A momentum oscillator that measures the speed and size of recent price changes on a 0-100 scale.
RSI is a momentum oscillator developed by J. Welles Wilder Jr. and introduced in 1978 in his book New Concepts in Technical Trading Systems. It compares the magnitude of recent gains to recent losses over a set lookback period (most commonly 14 bars) and expresses the result as a single line that moves between 0 and 100. It is plotted in a separate pane below the price chart, usually with reference levels drawn at 30 and 70. RSI is descriptive, not predictive: it summarizes how price has behaved recently and gives no guarantee about what price will do next. No indicator can forecast price, and all trading carries risk of loss.

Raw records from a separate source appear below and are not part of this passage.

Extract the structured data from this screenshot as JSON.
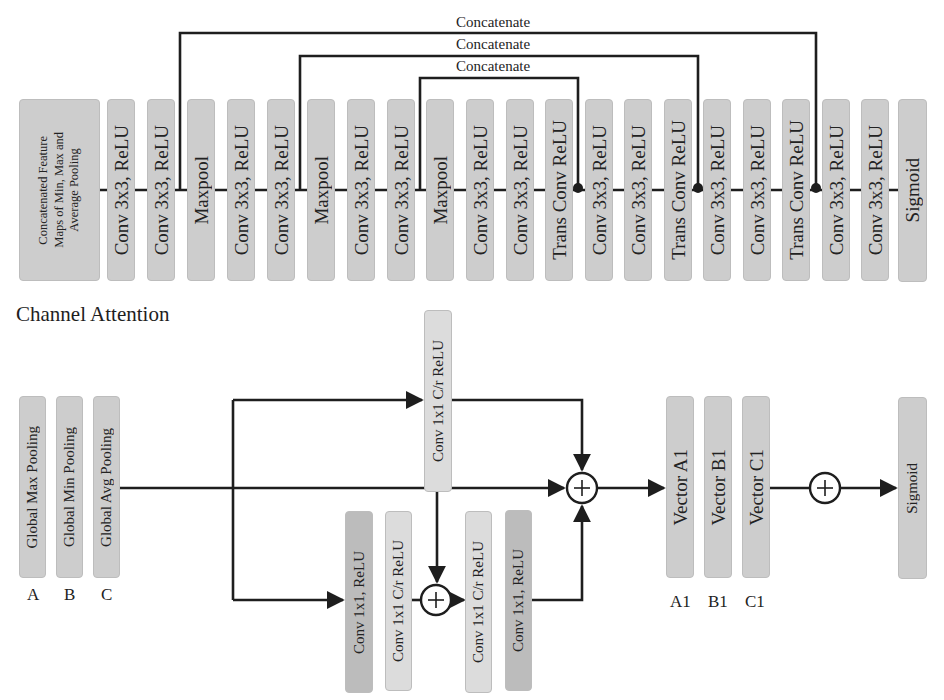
{
  "diagram": {
    "colors": {
      "block_fill": "#cdcdcd",
      "block_fill_light": "#dcdcdc",
      "block_fill_dark": "#bcbcbc",
      "line": "#1e1e1e",
      "background": "#ffffff"
    },
    "unet": {
      "concat_labels": [
        "Concatenate",
        "Concatenate",
        "Concatenate"
      ],
      "blocks": [
        {
          "label": "Concatenated Feature\nMaps of Min, Max and\nAverage Pooling"
        },
        {
          "label": "Conv 3x3, ReLU"
        },
        {
          "label": "Conv 3x3, ReLU"
        },
        {
          "label": "Maxpool"
        },
        {
          "label": "Conv 3x3, ReLU"
        },
        {
          "label": "Conv 3x3, ReLU"
        },
        {
          "label": "Maxpool"
        },
        {
          "label": "Conv 3x3, ReLU"
        },
        {
          "label": "Conv 3x3, ReLU"
        },
        {
          "label": "Maxpool"
        },
        {
          "label": "Conv 3x3, ReLU"
        },
        {
          "label": "Conv 3x3, ReLU"
        },
        {
          "label": "Trans Conv ReLU"
        },
        {
          "label": "Conv 3x3, ReLU"
        },
        {
          "label": "Conv 3x3, ReLU"
        },
        {
          "label": "Trans Conv ReLU"
        },
        {
          "label": "Conv 3x3, ReLU"
        },
        {
          "label": "Conv 3x3, ReLU"
        },
        {
          "label": "Trans Conv ReLU"
        },
        {
          "label": "Conv 3x3, ReLU"
        },
        {
          "label": "Conv 3x3, ReLU"
        },
        {
          "label": "Sigmoid"
        }
      ]
    },
    "channel_attention": {
      "title": "Channel Attention",
      "pooling": [
        {
          "label": "Global Max Pooling",
          "caption": "A"
        },
        {
          "label": "Global Min Pooling",
          "caption": "B"
        },
        {
          "label": "Global Avg Pooling",
          "caption": "C"
        }
      ],
      "top_conv": {
        "label": "Conv 1x1 C/r ReLU"
      },
      "bottom_convs": [
        {
          "label": "Conv 1x1, ReLU"
        },
        {
          "label": "Conv 1x1 C/r ReLU"
        },
        {
          "label": "Conv 1x1 C/r ReLU"
        },
        {
          "label": "Conv 1x1, ReLU"
        }
      ],
      "vectors": [
        {
          "label": "Vector A1",
          "caption": "A1"
        },
        {
          "label": "Vector B1",
          "caption": "B1"
        },
        {
          "label": "Vector C1",
          "caption": "C1"
        }
      ],
      "output": {
        "label": "Sigmoid"
      },
      "add_symbol": "+"
    }
  }
}
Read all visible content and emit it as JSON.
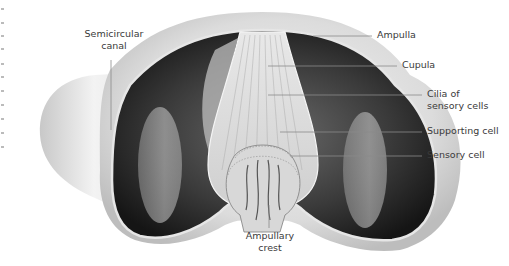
{
  "figure": {
    "labels": {
      "semicircular_canal": [
        "Semicircular",
        "canal"
      ],
      "ampulla": "Ampulla",
      "cupula": "Cupula",
      "cilia": [
        "Cilia of",
        "sensory cells"
      ],
      "supporting_cell": "Supporting cell",
      "sensory_cell": "Sensory cell",
      "ampullary_crest": [
        "Ampullary",
        "crest"
      ]
    },
    "colors": {
      "background": "#ffffff",
      "outer_wall": "#d9d9d9",
      "lumen_dark": "#2b2b2b",
      "leader_line": "#8a8a8a",
      "label_text": "#3a3a3a"
    }
  }
}
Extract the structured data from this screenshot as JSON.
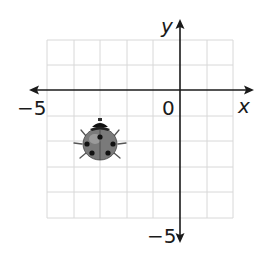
{
  "figure": {
    "type": "coordinate-plane",
    "grid": {
      "x_min": -5,
      "x_max": 2,
      "y_min": -5,
      "y_max": 2,
      "step": 1,
      "color": "#d8d8d8"
    },
    "axes": {
      "x_label": "x",
      "y_label": "y",
      "origin_label": "0",
      "x_min_label": "−5",
      "y_min_label": "−5",
      "color": "#1a1a1a"
    },
    "object": {
      "name": "ladybug",
      "x": -3,
      "y": -2
    }
  }
}
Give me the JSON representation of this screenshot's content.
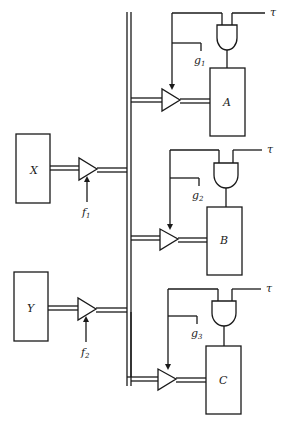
{
  "diagram": {
    "type": "block diagram",
    "sources": [
      {
        "id": "X",
        "label": "X",
        "enable": {
          "base": "f",
          "sub": "1"
        }
      },
      {
        "id": "Y",
        "label": "Y",
        "enable": {
          "base": "f",
          "sub": "2"
        }
      }
    ],
    "destinations": [
      {
        "id": "A",
        "label": "A",
        "gate": {
          "base": "g",
          "sub": "1"
        },
        "clock": "τ"
      },
      {
        "id": "B",
        "label": "B",
        "gate": {
          "base": "g",
          "sub": "2"
        },
        "clock": "τ"
      },
      {
        "id": "C",
        "label": "C",
        "gate": {
          "base": "g",
          "sub": "3"
        },
        "clock": "τ"
      }
    ],
    "bus": "shared double-line data bus",
    "colors": {
      "line": "#1a1a1a",
      "background": "#ffffff"
    }
  }
}
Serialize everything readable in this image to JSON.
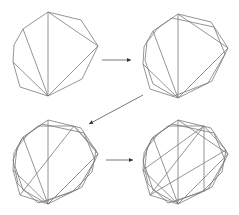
{
  "diagram": {
    "title": "",
    "stroke_color": "#7a7a7a",
    "arrow_color": "#555555",
    "stages": [
      {
        "id": "stage-1",
        "label": "",
        "outer_polygon_sides": 9,
        "inner_polygons": 0,
        "diagonals": 5
      },
      {
        "id": "stage-2",
        "label": "",
        "outer_polygon_sides": 9,
        "inner_polygons": 1,
        "diagonals": 5
      },
      {
        "id": "stage-3",
        "label": "",
        "outer_polygon_sides": 9,
        "inner_polygons": 2,
        "diagonals": 6
      },
      {
        "id": "stage-4",
        "label": "",
        "outer_polygon_sides": 9,
        "inner_polygons": 2,
        "diagonals": 9
      }
    ],
    "arrows": [
      {
        "from": "stage-1",
        "to": "stage-2",
        "direction": "right"
      },
      {
        "from": "stage-2",
        "to": "stage-3",
        "direction": "down-left"
      },
      {
        "from": "stage-3",
        "to": "stage-4",
        "direction": "right"
      }
    ]
  }
}
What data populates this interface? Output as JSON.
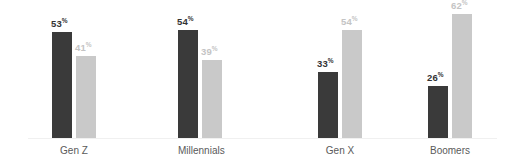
{
  "chart_data": {
    "type": "bar",
    "title": "",
    "subtitle": "",
    "xlabel": "",
    "ylabel": "",
    "ylim": [
      0,
      70
    ],
    "grid": false,
    "legend": "none",
    "value_suffix": "%",
    "categories": [
      "Gen Z",
      "Millennials",
      "Gen X",
      "Boomers"
    ],
    "series": [
      {
        "name": "series-dark",
        "color": "#3a3a3a",
        "label_color": "#333333",
        "values": [
          53,
          54,
          33,
          26
        ],
        "value_labels": [
          "53",
          "54",
          "33",
          "26"
        ]
      },
      {
        "name": "series-light",
        "color": "#c9c9c9",
        "label_color": "#c4c4c4",
        "values": [
          41,
          39,
          54,
          62
        ],
        "value_labels": [
          "41",
          "39",
          "54",
          "62"
        ]
      }
    ],
    "axis_color": "#f0f0f0",
    "category_label_color": "#5a5a5a",
    "background": "#ffffff"
  },
  "layout": {
    "group_left_px": [
      52,
      178,
      318,
      428
    ],
    "group_width_px": 44,
    "bar_width_px": 20,
    "bar_gap_px": 4,
    "baseline_y_px": 138,
    "px_per_unit": 2.0
  }
}
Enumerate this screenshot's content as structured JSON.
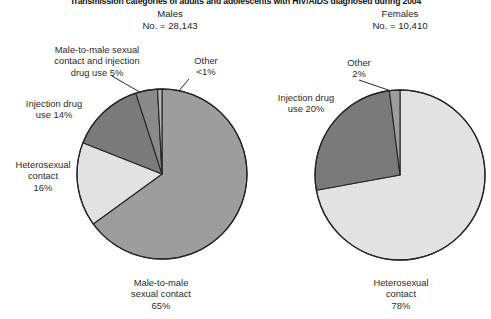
{
  "figure": {
    "title": "Transmission categories of adults and adolescents with HIV/AIDS diagnosed during 2004"
  },
  "panels": {
    "males": {
      "heading": "Males",
      "count": "No. = 28,143"
    },
    "females": {
      "heading": "Females",
      "count": "No. = 10,410"
    }
  },
  "labels": {
    "male_mm_idu": "Male-to-male sexual\ncontact and injection\ndrug use 5%",
    "male_other": "Other\n<1%",
    "male_idu": "Injection drug\nuse 14%",
    "male_het": "Heterosexual\ncontact\n16%",
    "male_mm": "Male-to-male\nsexual contact\n65%",
    "female_other": "Other\n2%",
    "female_idu": "Injection drug\nuse 20%",
    "female_het": "Heterosexual\ncontact\n78%"
  },
  "colors": {
    "slice_medium": "#9d9d9d",
    "slice_light": "#e2e2e2",
    "slice_dark": "#7a7a7a",
    "slice_darker": "#8a8a8a",
    "slice_sliver": "#b5b5b5",
    "outline": "#262626",
    "text": "#2a2a2a",
    "background": "#ffffff"
  },
  "chart_data": [
    {
      "type": "pie",
      "title": "Males",
      "subtitle": "No. = 28,143",
      "total": 28143,
      "start_angle_deg": 0,
      "direction": "clockwise",
      "categories": [
        "Male-to-male sexual contact",
        "Heterosexual contact",
        "Injection drug use",
        "Male-to-male sexual contact and injection drug use",
        "Other"
      ],
      "values": [
        65,
        16,
        14,
        5,
        0.5
      ],
      "value_labels": [
        "65%",
        "16%",
        "14%",
        "5%",
        "<1%"
      ],
      "slice_colors": [
        "#9d9d9d",
        "#e2e2e2",
        "#7a7a7a",
        "#8a8a8a",
        "#b5b5b5"
      ],
      "units": "percent",
      "legend": "none",
      "labels_position": "callout"
    },
    {
      "type": "pie",
      "title": "Females",
      "subtitle": "No. = 10,410",
      "total": 10410,
      "start_angle_deg": 0,
      "direction": "clockwise",
      "categories": [
        "Heterosexual contact",
        "Injection drug use",
        "Other"
      ],
      "values": [
        78,
        20,
        2
      ],
      "value_labels": [
        "78%",
        "20%",
        "2%"
      ],
      "slice_colors": [
        "#e2e2e2",
        "#7a7a7a",
        "#9d9d9d"
      ],
      "units": "percent",
      "legend": "none",
      "labels_position": "callout"
    }
  ]
}
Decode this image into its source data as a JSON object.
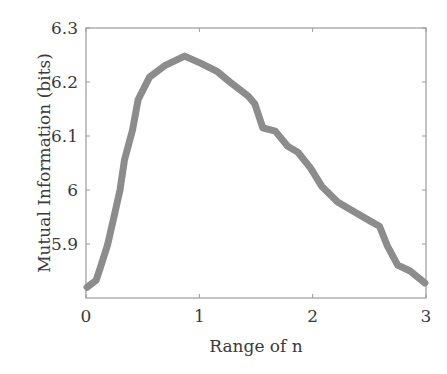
{
  "chart_data": {
    "type": "line",
    "title": "",
    "xlabel": "Range of n",
    "ylabel": "Mutual Information (bits)",
    "xlim": [
      0,
      3
    ],
    "ylim": [
      5.8,
      6.3
    ],
    "xticks": [
      0,
      1,
      2,
      3
    ],
    "xtick_labels": [
      "0",
      "1",
      "2",
      "3"
    ],
    "yticks": [
      5.9,
      6.0,
      6.1,
      6.2,
      6.3
    ],
    "ytick_labels": [
      "5.9",
      "6",
      "6.1",
      "6.2",
      "6.3"
    ],
    "grid": false,
    "legend": null,
    "series": [
      {
        "name": "Mutual Information",
        "color": "#8c8c8c",
        "x": [
          0.01,
          0.09,
          0.12,
          0.19,
          0.24,
          0.3,
          0.34,
          0.41,
          0.46,
          0.56,
          0.7,
          0.87,
          1.01,
          1.16,
          1.27,
          1.43,
          1.49,
          1.56,
          1.67,
          1.78,
          1.87,
          1.98,
          2.08,
          2.22,
          2.37,
          2.52,
          2.59,
          2.66,
          2.75,
          2.86,
          2.99
        ],
        "y": [
          5.82,
          5.833,
          5.852,
          5.898,
          5.944,
          6.0,
          6.056,
          6.111,
          6.167,
          6.209,
          6.231,
          6.248,
          6.235,
          6.219,
          6.2,
          6.174,
          6.159,
          6.115,
          6.109,
          6.081,
          6.07,
          6.041,
          6.007,
          5.978,
          5.959,
          5.941,
          5.933,
          5.896,
          5.861,
          5.85,
          5.828
        ]
      }
    ]
  },
  "layout": {
    "plot_left": 86,
    "plot_right": 426,
    "plot_top": 28,
    "plot_bottom": 298,
    "stroke_width": 7,
    "axis_color": "#9a9a9a"
  }
}
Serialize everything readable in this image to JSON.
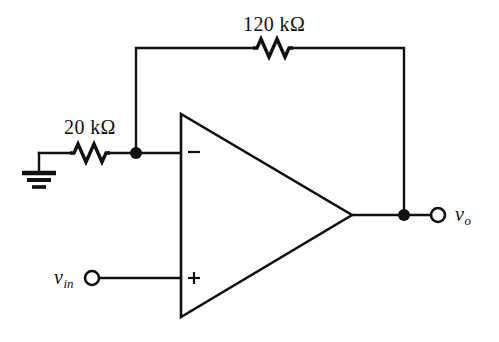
{
  "figure": {
    "kind": "schematic",
    "background_color": "#ffffff",
    "line_color": "#111111"
  },
  "components": {
    "feedback_resistor": {
      "label": "120 kΩ",
      "value": 120,
      "unit": "kΩ",
      "name": "feedback-resistor"
    },
    "input_resistor": {
      "label": "20 kΩ",
      "value": 20,
      "unit": "kΩ",
      "name": "input-resistor"
    },
    "opamp": {
      "inverting_mark": "−",
      "noninverting_mark": "+"
    }
  },
  "terminals": {
    "input": {
      "label_main": "v",
      "label_sub": "in"
    },
    "output": {
      "label_main": "v",
      "label_sub": "o"
    },
    "ground": {
      "name": "ground-symbol"
    }
  }
}
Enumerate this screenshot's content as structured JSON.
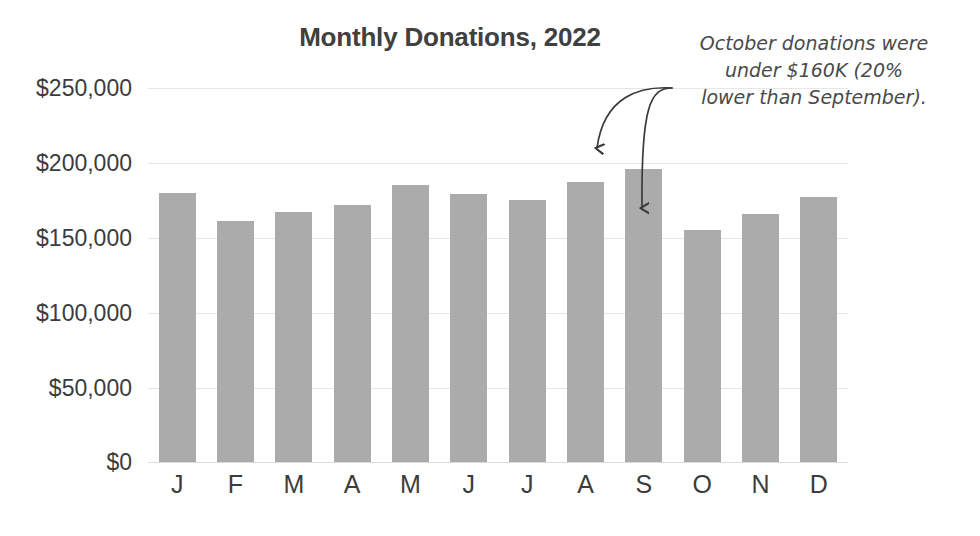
{
  "chart_data": {
    "type": "bar",
    "title": "Monthly Donations, 2022",
    "xlabel": "",
    "ylabel": "",
    "categories": [
      "J",
      "F",
      "M",
      "A",
      "M",
      "J",
      "J",
      "A",
      "S",
      "O",
      "N",
      "D"
    ],
    "category_full_names": [
      "January",
      "February",
      "March",
      "April",
      "May",
      "June",
      "July",
      "August",
      "September",
      "October",
      "November",
      "December"
    ],
    "values": [
      180000,
      161000,
      167000,
      172000,
      185000,
      179000,
      175000,
      187000,
      196000,
      155000,
      166000,
      177000
    ],
    "ylim": [
      0,
      250000
    ],
    "y_ticks": [
      0,
      50000,
      100000,
      150000,
      200000,
      250000
    ],
    "y_tick_labels": [
      "$0",
      "$50,000",
      "$100,000",
      "$150,000",
      "$200,000",
      "$250,000"
    ],
    "grid": true,
    "legend": false,
    "bar_color": "#ababab",
    "title_color": "#404040",
    "axis_text_color": "#3c3c3c",
    "gridline_color": "#e6e6e6",
    "annotations": [
      {
        "name": "october-callout",
        "lines": [
          "October donations were",
          "under $160K (20%",
          "lower than September)."
        ],
        "text": "October donations were under $160K (20% lower than September).",
        "color": "#4a4a4a",
        "points_to": [
          "S",
          "O"
        ]
      }
    ]
  },
  "arrows": {
    "september_arrow_label": "arrow-to-september-bar",
    "october_arrow_label": "arrow-to-october-bar",
    "color": "#3a3a3a"
  }
}
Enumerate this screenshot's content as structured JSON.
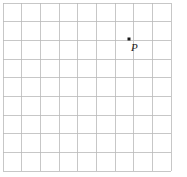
{
  "figure": {
    "width": 187,
    "height": 177,
    "background_color": "#ffffff",
    "caption": ""
  },
  "grid": {
    "line_color": "#b9b9b9",
    "line_width": 0.8,
    "columns": 9,
    "rows": 9,
    "cell_size": 18.7,
    "origin_x": 3,
    "origin_y": 3,
    "x_lines": [
      3,
      21.7,
      40.4,
      59.1,
      77.8,
      96.5,
      115.2,
      133.9,
      152.6,
      171.3
    ],
    "y_lines": [
      3,
      21.7,
      40.4,
      59.1,
      77.8,
      96.5,
      115.2,
      133.9,
      152.6,
      171.3
    ]
  },
  "points": [
    {
      "label": "P",
      "dot_color": "#1a1a1a",
      "dot_size": 3,
      "x": 129,
      "y": 39,
      "grid_col": 7,
      "grid_row": 2,
      "label_x": 131,
      "label_y": 42
    }
  ],
  "chart_data": {
    "type": "scatter",
    "title": "",
    "xlabel": "",
    "ylabel": "",
    "grid": true,
    "legend": "none",
    "xlim": [
      0,
      9
    ],
    "ylim": [
      0,
      9
    ],
    "categories": [],
    "series": [
      {
        "name": "P",
        "points": [
          {
            "x": 7,
            "y": 7,
            "label": "P"
          }
        ]
      }
    ],
    "annotations": [
      {
        "text": "P",
        "x": 7,
        "y": 7,
        "position": "below-right"
      }
    ]
  }
}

RSI looks back over a chosen number of bars (14 by default) and separates the price changes into upward moves and downward moves. It calculates an average of the up moves and an average of the down moves using Wilder's smoothing method (a running average closely related to an exponential moving average), so each new bar updates the running averages rather than recalculating them from scratch. The ratio of average gain to average loss (called relative strength) is then converted into a 0-100 reading. When recent gains dominate, the line rises toward 100; when recent losses dominate, it falls toward 0; when gains and losses are roughly balanced, it sits near 50. Shorter periods make the line more reactive and choppy; longer periods make it smoother and slower.
Default length 14 on the closing price, with reference lines at 30 and 70 and an optional midline at 50. Shorter lengths (such as 7-9) are sometimes used for a faster, noisier reading; longer lengths (such as 21-25) for a smoother, slower one. Some traders watch 80/20 instead of 70/30 to reduce noisy readings in trending markets. RSI can be applied to any timeframe.
//@version=6
indicator("RSI Example", overlay = false)
length = input.int(14, "RSI Length", minval = 1)
src = input.source(close, "Source")
myRsi = ta.rsi(src, length)
plot(myRsi, "RSI", color = color.blue)
hline(70, "Overbought", color = color.gray)
hline(50, "Midline", color = color.new(color.gray, 50))
hline(30, "Oversold", color = color.gray)Pro tip: Treat the 30/70 levels as descriptions of stretched momentum, not as triggers. RSI tends to be most informative when read in the context of the prevailing trend — for example, in an uptrend some traders watch whether pullbacks hold above the midline rather than waiting for a dip below 30. Pair it with price structure and a defined risk plan; this is educational context only, and no indicator removes the risk of loss.
Educational only — not financial advice, not a recommendation to trade. No indicator is predictive; trading involves substantial risk of loss.